Scientists unveiled the first smoking-gun evidence on February 24 that growing ocean acidity caused by global warming is already stifling growth of vital coral reefs. The decline of shallow water corals, home to a quarter of the ocean's species and a lifeline for a billion people, has long been in evidence.
Earlier studies had shown that the rate at which living coral reefs calcify, or accumulate mass, had dropped by about 40 percent in just over 30 years.
Up to now, however, it was not possible to tease out the impact of acidification from other threats such as pollution, over-fishing and warming water.
The world's oceans are 26 percent more acidic today than at the start of the Industrial Revolution, when mankind started massively burning fossil fuels which give off harmful carbon dioxide (CO2).
About a quarter is absorbed by the oceans, changing their chemical composition, and making the water more acidic and corrosive to corals and shellfish. "Our work provides the first strong evidence from experiments on a natural ecosystem that ocean acidification is already slowing coral reef growth," said Rebecca Albright, a researcher at the Carnegie Institution for Science in Stanford, California.
"This is no longer a fear for the future. It is the reality of today."
The findings were published in the science journal Nature. Albright and colleague Ken Caldeira led experiments on natural reefs off the coast of Australia's One Tree Island, in the southern Great Barrier Reef.
Deep cuts
Manipulating the chemistry of the seawater flowing over the flat reef, the researchers restored it's pH - the balance between alkalinity and acidity - to what it would have been without climate change.
As suspected, the corals became better able to build themselves up.
"By turning back time in this way, they demonstrate that - all things being equal - net coral-reef calcification would have been around seven percent higher than at present," Janice Lough, a scientist at the Australian Institute of Marine Science, noted in a comment, also published in Nature.
The novelty of the experiment, she said, is that it "restored the ocean chemistry of a natural reef to that of pre-industrial times, thus factoring out other potentially confounding factors, such as temperature." Some researchers have proposed artificially reducing the acidity of ocean water around coral reefs - a form of geo-engineering - as a means of preserving shallow marine ecosystems.
But even if the experiments underlying the study did exactly that, implementing such a scheme on the required scale would be nigh impossible, the authors caution.
"The only real, lasting way to protect coral reefs is to make deep cuts in our carbon dioxide emissions," Caldeira said.
"If we don't take action on this issue very rapidly, coral reefs - and everything that depends on them, including both wildlife and local communities - will not survive into the next century."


Copy whichever lines of the data hold the word "bounding".

#### RECORDS ####

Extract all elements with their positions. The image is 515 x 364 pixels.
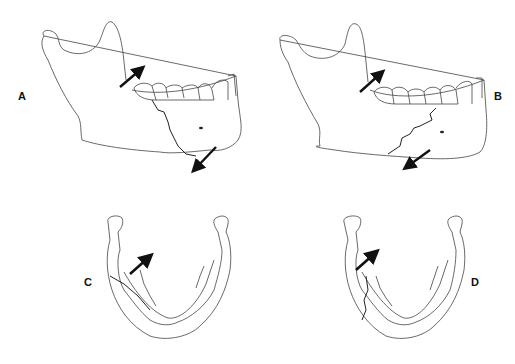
panel-c-mandible-occlusal <box>107 216 231 338</box>
panel-b-mandible <box>280 24 487 159</box>
figure-caption-truncated <box>30 356 490 364</box>
panel-d-mandible-occlusal <box>344 216 465 338</box>
arrow-up-icon <box>130 258 148 274</box>
panel-label-c: C <box>84 276 92 288</box>
arrow-up-icon <box>120 70 140 87</box>
panel-label-a: A <box>18 90 26 102</box>
panel-label-d: D <box>471 276 479 288</box>
panel-a-mandible <box>42 22 241 156</box>
mandible-fracture-figure: A B C D <box>0 0 515 364</box>
panel-label-b: B <box>494 90 502 102</box>
arrow-up-icon <box>356 254 374 270</box>
figure-drawing <box>0 0 515 364</box>
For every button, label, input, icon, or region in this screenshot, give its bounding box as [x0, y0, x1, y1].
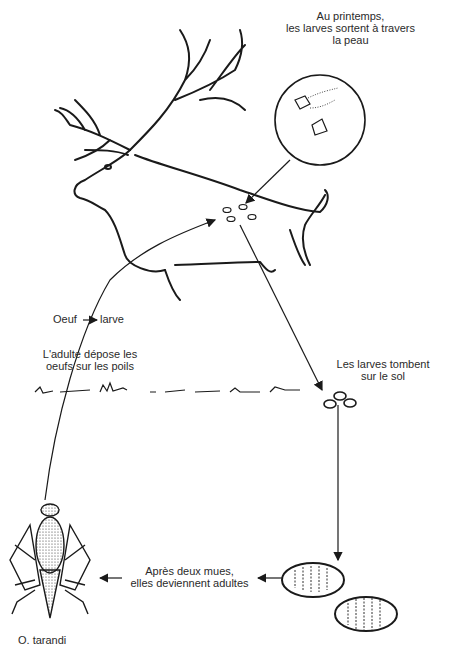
ground-line	[35, 383, 300, 393]
label-line: Au printemps,	[268, 10, 433, 22]
label-line: Après deux mues,	[122, 565, 257, 577]
caribou-illustration	[55, 30, 328, 300]
label-species: O. tarandi	[18, 634, 66, 646]
adult-fly	[10, 504, 90, 618]
pupae	[282, 563, 397, 631]
label-line: L'adulte dépose les	[35, 348, 145, 360]
label-egg: Oeuf	[53, 313, 77, 325]
label-molts: Après deux mues, elles deviennent adulte…	[122, 565, 257, 589]
label-line: Les larves tombent	[333, 358, 433, 370]
magnified-inset	[275, 75, 365, 165]
label-line: la peau	[268, 34, 433, 46]
label-line: les larves sortent à travers	[268, 22, 433, 34]
fallen-larvae	[324, 392, 356, 408]
label-line: elles deviennent adultes	[122, 577, 257, 589]
label-adult-lays-eggs: L'adulte dépose les oeufs sur les poils	[35, 348, 145, 372]
label-spring-emergence: Au printemps, les larves sortent à trave…	[268, 10, 433, 46]
label-larva: larve	[100, 313, 124, 325]
label-line: sur le sol	[333, 370, 433, 382]
life-cycle-illustration	[0, 0, 450, 660]
label-line: oeufs sur les poils	[35, 360, 145, 372]
label-larvae-fall: Les larves tombent sur le sol	[333, 358, 433, 382]
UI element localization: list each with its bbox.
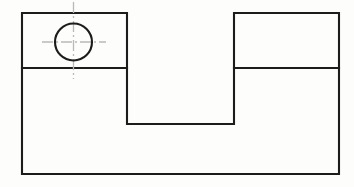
drawing-svg xyxy=(0,0,354,187)
plate-outline xyxy=(22,13,339,174)
technical-drawing-canvas xyxy=(0,0,354,187)
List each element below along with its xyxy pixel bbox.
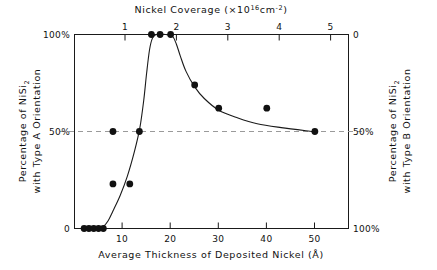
right-axis-title-subscript: 2 (393, 80, 401, 85)
right-tick-label-50: 50% (353, 127, 374, 137)
bottom-tick-label-20: 20 (164, 234, 176, 244)
data-point (110, 128, 117, 135)
left-axis-title-line2: with Type A Orientation (31, 69, 42, 194)
top-tick-label-3: 3 (225, 22, 231, 32)
right-tick-label-0: 0 (353, 30, 359, 40)
data-point (148, 31, 155, 38)
right-tick-label-100: 100% (353, 224, 380, 234)
top-tick-label-1: 1 (122, 22, 128, 32)
left-axis-title-line1: Percentage of NiSi2 (17, 80, 31, 183)
chart-canvas: 10 20 30 40 50 1 2 3 4 5 100% 50% 0 0 50… (0, 0, 437, 270)
left-tick-label-100: 100% (43, 30, 70, 40)
top-axis-title: Nickel Coverage (×1016cm-2) (134, 4, 287, 16)
top-axis-title-mid: cm (260, 4, 276, 15)
top-axis-title-end: ) (283, 4, 287, 15)
bottom-tick-label-30: 30 (212, 234, 224, 244)
chart-figure: 10 20 30 40 50 1 2 3 4 5 100% 50% 0 0 50… (0, 0, 437, 270)
bottom-axis-title: Average Thickness of Deposited Nickel (Å… (98, 249, 324, 260)
data-point (215, 105, 222, 112)
left-axis-title-text: Percentage of NiSi (17, 84, 28, 182)
data-point (136, 128, 143, 135)
top-axis-ticks (125, 35, 331, 41)
right-axis-title-line1: Percentage of NiSi2 (387, 80, 401, 183)
data-point (110, 180, 117, 187)
right-axis-title-text: Percentage of NiSi (387, 84, 398, 182)
data-point (311, 128, 318, 135)
top-axis-title-exponent: 16 (250, 4, 259, 12)
data-point (100, 225, 107, 232)
top-tick-label-2: 2 (173, 22, 179, 32)
data-point (157, 31, 164, 38)
top-axis-title-main: Nickel Coverage (×10 (134, 4, 250, 15)
bottom-tick-label-40: 40 (260, 234, 272, 244)
bottom-tick-label-50: 50 (308, 234, 320, 244)
left-tick-label-50: 50% (49, 127, 70, 137)
data-point (167, 31, 174, 38)
top-tick-label-5: 5 (328, 22, 334, 32)
right-axis-title-line2: with Type B Orientation (401, 69, 412, 194)
left-axis-title-subscript: 2 (23, 80, 31, 85)
data-point (191, 82, 198, 89)
top-tick-label-4: 4 (276, 22, 282, 32)
data-point (126, 180, 133, 187)
left-tick-label-0: 0 (64, 224, 70, 234)
bottom-axis-ticks (122, 223, 314, 229)
data-point (263, 105, 270, 112)
bottom-tick-label-10: 10 (116, 234, 128, 244)
top-axis-title-exponent2: -2 (276, 4, 284, 12)
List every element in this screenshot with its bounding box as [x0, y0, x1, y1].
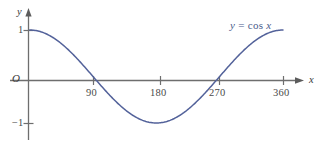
curve-equation-label: y=cosx: [230, 20, 271, 31]
x-tick-label-360: 360: [273, 88, 289, 99]
origin-label: O: [12, 73, 20, 84]
y-tick-label-1: 1: [18, 25, 23, 36]
x-axis-label: x: [309, 75, 314, 86]
x-tick-label-270: 270: [209, 88, 225, 99]
y-tick-label-minus-1: −1: [12, 118, 23, 129]
x-tick-label-90: 90: [86, 88, 97, 99]
curve-label-y: y: [230, 19, 235, 31]
curve-label-equals: =: [238, 19, 245, 31]
cosine-graph-figure: y x O 1 −1 90 180 270 360 y=cosx: [0, 0, 323, 147]
x-tick-label-180: 180: [150, 88, 166, 99]
y-axis-label: y: [17, 7, 22, 18]
plot-canvas: [0, 0, 323, 147]
y-axis-arrowhead: [25, 8, 31, 17]
x-axis-arrowhead: [295, 77, 304, 83]
cosine-curve: [30, 30, 283, 123]
curve-label-function: cos: [248, 19, 264, 31]
curve-label-variable: x: [266, 19, 271, 31]
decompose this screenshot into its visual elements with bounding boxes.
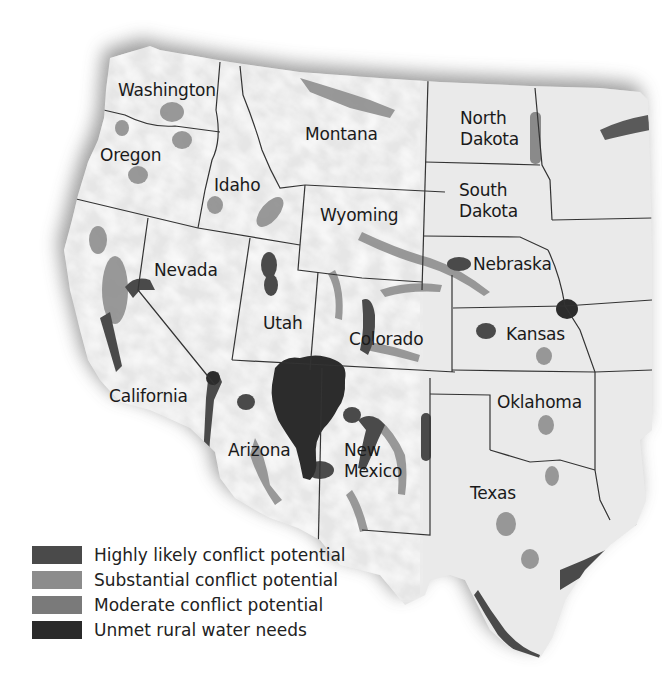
- legend-item-highly-likely: Highly likely conflict potential: [32, 543, 346, 567]
- legend-swatch-unmet: [32, 621, 82, 639]
- state-label-texas: Texas: [470, 483, 516, 503]
- legend-label: Moderate conflict potential: [94, 595, 323, 615]
- legend-label: Substantial conflict potential: [94, 570, 338, 590]
- state-label-arizona: Arizona: [228, 440, 290, 460]
- state-label-nevada: Nevada: [154, 260, 218, 280]
- state-label-colorado: Colorado: [349, 329, 423, 349]
- legend-label: Highly likely conflict potential: [94, 545, 346, 565]
- state-label-california: California: [109, 386, 188, 406]
- legend-swatch-substantial: [32, 571, 82, 589]
- map-legend: Highly likely conflict potential Substan…: [32, 543, 346, 643]
- state-label-nebraska: Nebraska: [473, 254, 552, 274]
- state-label-new-mexico: New Mexico: [344, 440, 402, 482]
- state-label-oklahoma: Oklahoma: [497, 392, 582, 412]
- legend-item-substantial: Substantial conflict potential: [32, 568, 346, 592]
- state-label-utah: Utah: [263, 313, 303, 333]
- conflict-potential-map: Washington Oregon Idaho Montana Wyoming …: [0, 0, 662, 698]
- state-label-kansas: Kansas: [506, 324, 565, 344]
- legend-swatch-moderate: [32, 596, 82, 614]
- state-label-wyoming: Wyoming: [320, 205, 398, 225]
- legend-item-moderate: Moderate conflict potential: [32, 593, 346, 617]
- state-label-montana: Montana: [305, 124, 378, 144]
- legend-label: Unmet rural water needs: [94, 620, 307, 640]
- state-label-oregon: Oregon: [100, 145, 161, 165]
- legend-item-unmet: Unmet rural water needs: [32, 618, 346, 642]
- legend-swatch-highly-likely: [32, 546, 82, 564]
- state-label-washington: Washington: [118, 80, 216, 100]
- state-label-idaho: Idaho: [214, 175, 260, 195]
- state-label-south-dakota: South Dakota: [459, 180, 518, 222]
- state-label-north-dakota: North Dakota: [460, 108, 519, 150]
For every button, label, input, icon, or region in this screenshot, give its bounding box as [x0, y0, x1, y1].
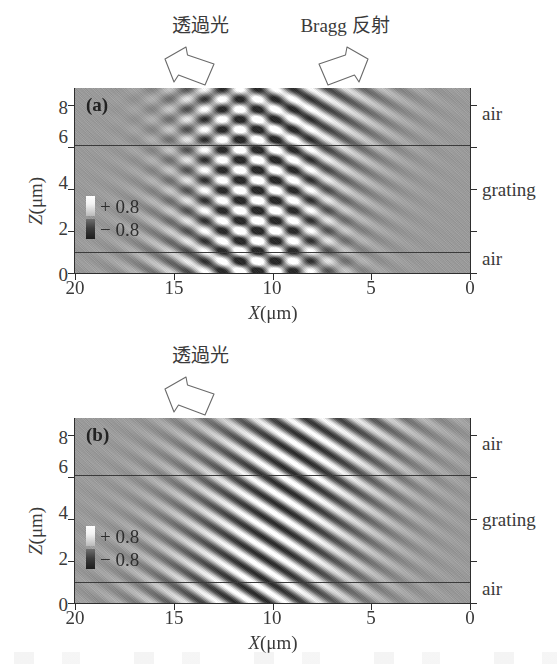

####

## SOLUTION BELOW
For every button, label, input, icon, or region in this screenshot, give its bounding box as [x0, y0, x1, y1].
List every element in this screenshot with its bounding box as [x0, y0, x1, y1].
decompose this screenshot into its visual elements with bounding boxes.
For every button, label, input, icon, or region in this screenshot, give its bounding box as [x0, y0, x1, y1].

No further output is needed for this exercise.